Secretory IgA molecules are the antibodies that help protect our intestines from pathogens. Researchers from ETH Zurich recently figured out how IgA combats these pathogens, and it’s not in a way that they expected.
Surprisingly, the IgA molecules effectively “chain” together bacterial cells as they are trying to divide. The chained bacteria can still multiply, but all of the daughter cells remain trapped by the IgA.
This chaining, or clumping, of bacteria isn’t a new phenomenon. Antibodies and bacteria clump together in a test tube, but researchers thought that this only occurred because the concentrations of bacteria and antibodies were so high that the two frequently contacted each other. This couldn’t be the case, however, because these same clumps have been observed in the intestine.
It turns out that these clumps can form even when the antibodies and bacteria are present at low concentrations and densities. The antibodies only have to trap a few bacteria to make a big impact. Once trapped, the antibodies don’t stop the bacteria from dividing, they simply chain all the daughter cells together! According to study author Wolf-Dietrich Hardt, “the clever thing about clump formation is that the antibodies don't kill the bacteria, which in the worst case could lead to a violent immune response. They simply prevent the microbes from interacting with the host, among themselves or with close relatives.”
In one experiment, the researchers gave mice an oral vaccine containing attenuated Salmonella typhimurium. Then, they infected the mice with 105 CFU of wild type S. typhimurium. The vaccine kept the bacteria from colonizing the mesenteric lymph nodes, invading cecal tissue, and producing intestinal inflammation. When they analyzed bacteria from the vaccinated mouse guts, S. typhimurium cells were coated with IgA and clumped together.
This clumping also limits the exchange of genetic information between different populations of bacteria in the intestine. The chained-up bacteria can’t make physical contact with other bacteria, so they aren’t able to take up antibiotic resistance genes, for example, from other pathogens.
To demonstrate this, the researchers co-infected the mice with bacteria that lacked a plasmid (a recipient strain) and bacteria that carried a plasmid (donor strain) that made the cells resistant to chloramphenicol. They found that the IgA chained up both the recipient and donor strains equally well. More importantly, vaccination decreased the rates of plasmid transfer from the donor to recipient cells.
These findings suggest that oral vaccines could be highly effective at preventing and treating intestinal diseases. The researchers at ETH Zurich think that these vaccines could be especially useful for vaccinating livestock, which are often reservoirs for antibiotic resistant pathogens.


What this task involves:
For each line of the data below that holds "polyhedron", copy the line.

::::

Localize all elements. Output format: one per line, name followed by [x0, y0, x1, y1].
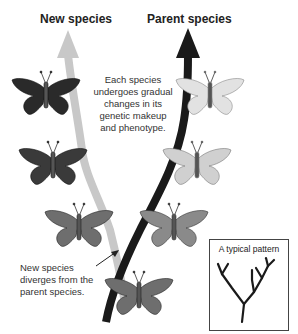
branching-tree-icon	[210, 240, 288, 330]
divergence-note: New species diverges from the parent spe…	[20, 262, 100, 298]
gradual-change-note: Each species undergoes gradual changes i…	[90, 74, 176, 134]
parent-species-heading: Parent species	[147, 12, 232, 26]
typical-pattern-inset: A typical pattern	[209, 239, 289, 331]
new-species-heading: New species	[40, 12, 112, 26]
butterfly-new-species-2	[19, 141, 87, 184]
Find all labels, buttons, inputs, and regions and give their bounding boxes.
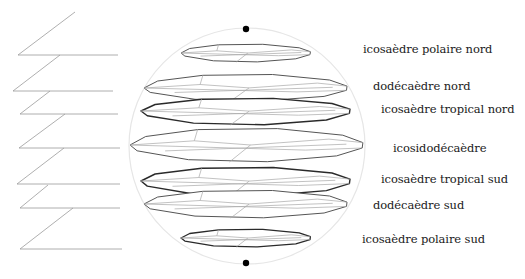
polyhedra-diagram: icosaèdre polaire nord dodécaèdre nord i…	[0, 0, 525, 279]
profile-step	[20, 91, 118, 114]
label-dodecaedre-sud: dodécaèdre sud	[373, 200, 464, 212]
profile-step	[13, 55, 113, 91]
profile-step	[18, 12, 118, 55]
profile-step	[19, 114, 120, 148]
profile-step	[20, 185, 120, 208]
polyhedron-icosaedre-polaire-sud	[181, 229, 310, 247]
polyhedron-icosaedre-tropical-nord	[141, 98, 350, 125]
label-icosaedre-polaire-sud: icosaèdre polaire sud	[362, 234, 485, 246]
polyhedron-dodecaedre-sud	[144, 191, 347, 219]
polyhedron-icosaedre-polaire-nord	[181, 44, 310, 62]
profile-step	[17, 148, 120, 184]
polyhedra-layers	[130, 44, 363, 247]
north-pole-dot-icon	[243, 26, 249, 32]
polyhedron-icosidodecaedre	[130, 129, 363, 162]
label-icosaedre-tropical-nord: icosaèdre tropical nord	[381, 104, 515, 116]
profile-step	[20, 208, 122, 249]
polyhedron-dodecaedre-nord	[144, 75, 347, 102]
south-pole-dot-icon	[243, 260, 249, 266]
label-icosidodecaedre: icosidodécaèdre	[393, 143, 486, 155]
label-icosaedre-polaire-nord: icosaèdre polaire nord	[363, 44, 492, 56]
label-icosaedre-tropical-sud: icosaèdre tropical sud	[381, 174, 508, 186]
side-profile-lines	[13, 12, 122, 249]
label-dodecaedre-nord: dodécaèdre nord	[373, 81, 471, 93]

::::

Exercise answer:
polyhedron-icosaedre-polaire-sud	[181, 229, 310, 247]
polyhedron-icosaedre-tropical-nord	[141, 98, 350, 125]
polyhedron-dodecaedre-sud	[144, 191, 347, 219]
polyhedron-icosaedre-polaire-nord	[181, 44, 310, 62]
polyhedron-icosidodecaedre	[130, 129, 363, 162]
polyhedron-dodecaedre-nord	[144, 75, 347, 102]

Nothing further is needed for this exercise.